There was a time when the internet felt alive.
Not perfect. Not polished. Just alive.
I still remember those days — Geocities, Angelfire, and all those strange, beautiful websites people made for themselves.
Bright colors, moving gifs
, music that started the second you opened the page.
It was messy, personal, full of feeling.



People didn’t make websites to impress anyone.
They made them because they were excited — to share their thoughts, their favorite songs, their weird hobbies.
You could feel that excitement, even through a 480p screen.

It wasn’t about “design” or “readability” or “SEO.”
It was about you.
About making something that felt like home.

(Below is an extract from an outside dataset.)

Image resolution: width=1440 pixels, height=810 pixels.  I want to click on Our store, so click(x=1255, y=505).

Now, when I browse the internet, it all looks the same.
Every site is clean, simple, and serious.
Beautiful, yes — but quiet in the wrong way.
It feels like walking through a city where every building looks identical.

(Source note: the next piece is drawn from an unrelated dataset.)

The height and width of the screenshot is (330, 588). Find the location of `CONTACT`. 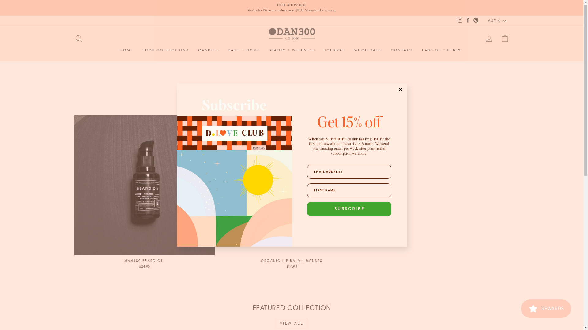

CONTACT is located at coordinates (401, 50).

That’s why I sometimes scroll through Neocities.
It reminds me of what we’ve lost —
and what’s somehow still surviving.
People there are still creating for the fun of it.
No brands. No strategies. Just… people.
Building, sharing, experimenting.

It feels comforting.
Like finding a small garden hidden in the middle of a concrete city.

I think I miss that — the joy of building something even if no one was watching.
The freedom to make a website that looked exactly how you felt that day.
Bright, broken, personal.
We made the internet too neat, too correct.
But maybe it was never supposed to be perfect.
Maybe it was supposed to be human.
And maybe that’s the biggest irony of all. I miss the slow, messy beauty of the old internet — the hand-coded pages, the clashing colors, the personal chaos. Yet here I am, building this on a clean, modern design template. Craving the past while still choosing the polish of now. Maybe that’s just who we’ve become — nostalgic for the noise of imperfection, but still reaching for what feels efficient.